The village of Bronxville is known for the beauty of its homes. The Story of Lawrence Park, issued around 1897, describes Bronxville’s first and best-known real estate development, one that is listed as a historic district in the National Register of Historic Places. The cover of the March 1898 Scientific American, Building Edition, features an Elizabethan-style Lawrence Park House, known as the “Owl House,” once lived in by illustrator William Smedley and later by writer and New Yorker critic, Brendan Gill.

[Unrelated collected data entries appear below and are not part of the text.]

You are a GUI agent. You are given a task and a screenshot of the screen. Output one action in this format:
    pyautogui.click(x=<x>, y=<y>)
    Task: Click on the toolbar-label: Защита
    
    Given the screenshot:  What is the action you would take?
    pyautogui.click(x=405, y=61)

The Sagamore Development Company developed Sagamore Park in 1910 on land very near Lawrence Park and issued this promotional brochure by well-known children’s writer Tudor Jenks. In 1928 Joseph P. Kennedy bought the Bronxville home seen here in a post card ca. 1920 and a real estate advertisement in 1924. Future President of the United States John F. Kennedy was a teenager when his family came to Bronxville and in the early summer of 1940 he worked here on his book, Why England Slept. The Kennedys sold the home in 1942, and it was torn down in the 1950s.
Architect Charles Lewis Bowman put his stamp on Bronxville architecture in the 1920s and 30s by designing many of Bronxville’s most beautiful homes. This 1930 monograph shows many examples of his work, which range in style from Georgian and Tudor to Norman and Mediterranean.